Disappearances

Carol Dines

 

By mid-October the weather had cooled. Each afternoon, my mother walked the countryside around my school: white gravel roads, tiered hillsides, gnarled grapevines. Arriving sweaty and cheerful, she stood alone at the side of the parking lot. The beautiful model-moms stood twenty feet away, decked out in jewelry and scarves, ironed jeans. When the temperatures fell, they wore fur coats.
Aria smiled at my mother standing alone in baggy jeans and shapeless sweaters, her hair a frizzy braid. “Your mother always wears tennis shoes.” I was afraid Aria would start assigning numbers to mothers. Standing in the distance, my mother looked very plain. She belonged more on the nanny side than the model-mom side, and I felt guilty for thinking that.
Only three of us in the fourth-grade class—Kelly, John, and I—were short term, meaning one or two semesters at the school. John Houser’s family had come the previous spring, so his father could do research with a pharmaceutical firm. But the family had been in a terrible car accident right after they’d arrived, and John carried photos of the smashed Mercedes in his backpack pocket, showing them to anyone who would look. He’d been on brain rest all summer and still wasn’t allowed to play during recess. Whenever he got excited, he twirled his hand in the air and whooped, “Still alive!” right in the middle of class.
“Poor you.” Aria stroked his curly hair like he was her pet.
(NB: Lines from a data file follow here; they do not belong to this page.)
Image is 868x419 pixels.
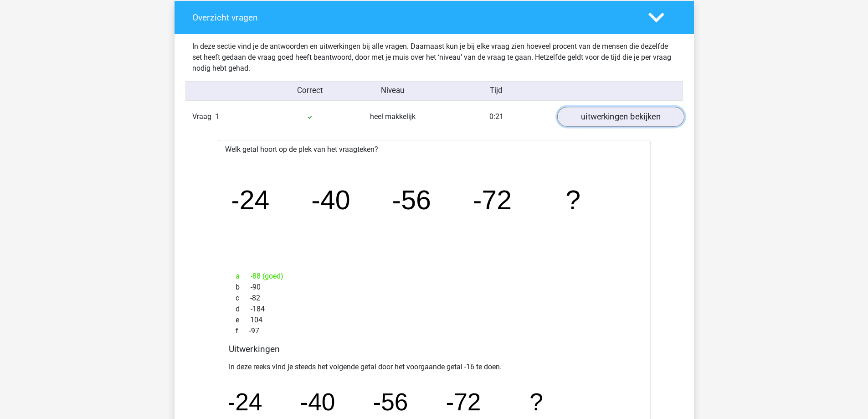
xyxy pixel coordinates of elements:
[446,389,481,415] tspan: -72
[229,361,640,373] p: In deze reeks vind je steeds het volgende getal door het voorgaande getal -16 te doen.
[192,12,635,23] h4: Overzicht vragen
[229,314,640,326] div: 104
[215,112,219,121] span: 1
[236,314,250,326] span: e
[557,107,684,127] a: uitwerkingen bekijken
[229,271,640,282] div: -88 (goed)
[529,389,543,415] tspan: ?
[434,85,558,97] div: Tijd
[236,304,251,314] span: d
[231,185,269,215] tspan: -24
[236,293,250,304] span: c
[370,112,416,121] span: heel makkelijk
[236,282,251,293] span: b
[192,111,215,122] span: Vraag
[392,185,431,215] tspan: -56
[185,41,683,74] div: In deze sectie vind je de antwoorden en uitwerkingen bij alle vragen. Daarnaast kun je bij elke v...
[373,389,408,415] tspan: -56
[490,112,504,121] span: 0:21
[229,293,640,304] div: -82
[473,185,512,215] tspan: -72
[229,282,640,293] div: -90
[229,344,640,354] h4: Uitwerkingen
[236,271,251,282] span: a
[236,326,250,336] span: f
[351,85,434,97] div: Niveau
[300,389,335,415] tspan: -40
[227,389,262,415] tspan: -24
[269,85,351,97] div: Correct
[229,326,640,336] div: -97
[229,304,640,314] div: -184
[311,185,350,215] tspan: -40
[566,185,580,215] tspan: ?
I wondered if she wasn’t also making fun of him because sometimes he leaned too close, and she had to push him away. “Maybe too alive.”
Kelly and I should have been friends because our situations were similar, academic parents here on research grants.
“Why don’t you invite Kelly over this weekend?” My mother urged one day after meeting Kelly’s mom in the parking lot.
“She’s a whiner.” This was the truth, according to Aria. “She never wants to do anything. She always says her stomach hurts.”
I had liked Kelly when I first met her. She had a halo of dark curls, thick black eyelashes. She wore leggings and turtlenecks in bright mismatched colors, reminding me of my cousins in Minnesota. Right away she asked if I would like to take riding lessons with her. She nodded toward the window that overlooked the stable. “My mother is going there today to ask about lessons.”
“I love horses,” I told her.
But the next day she reported back. “My mother found out you have to have your own horse to take lessons.”
I was actually relieved, because Aria had pulled me aside that morning during recess. “Do you like her?”
I shrugged.
“She’s so mousy, the way she slumps. Five max.” Aria imitated Kelly hunched over at her desk, arms folded across her stomach. She batted her eyelashes, asking in a whiny voice the way Kelly asked, “Are you going to sit outside at lunch?”
My mother would have been horrified at how much I wanted Aria to like me, how readily I agreed with her, laughing and turning my back.
Kelly brought novels to read during lunch. She seemed well prepared for rejection, and I told myself that meant she had been rejected before. Probably because she had always been a whiner, a mousy mouse. This was how I talked to myself, with Aria’s voice inside my head.
Sometimes when Aria and I laughed, Kelly’s face turned red and she excused herself to go to the bathroom, where she stayed until the teacher sent me to get her—assuming, since we were both new and daughters of academics, we must be friends.
“Kelly?” I entered the narrow bathroom with wooden stalls. “Mrs. Cantucci wants you to come back.”
“I can’t,” she whimpered from behind the door. “I feel too sick. I might vomit.”
The bathroom smelled of disinfectant, and I could see her blue tennis shoes under the door, heels raised so only the toes touched. Snacks were being handed out in the room. “What should I tell Mrs. Cantucci?”
“Tell her to call my mom to come get me.”

 

Carol Dines lives in Minneapolis. Her new collection of short stories, This Distance We Call Love, is forthcoming from Orison Books in 2021. Her stories and poems have been published in numerous journals and anthologies. Previous books include Best Friends Tell the Best Lies, The Queen’s Soprano, and Talk to Me.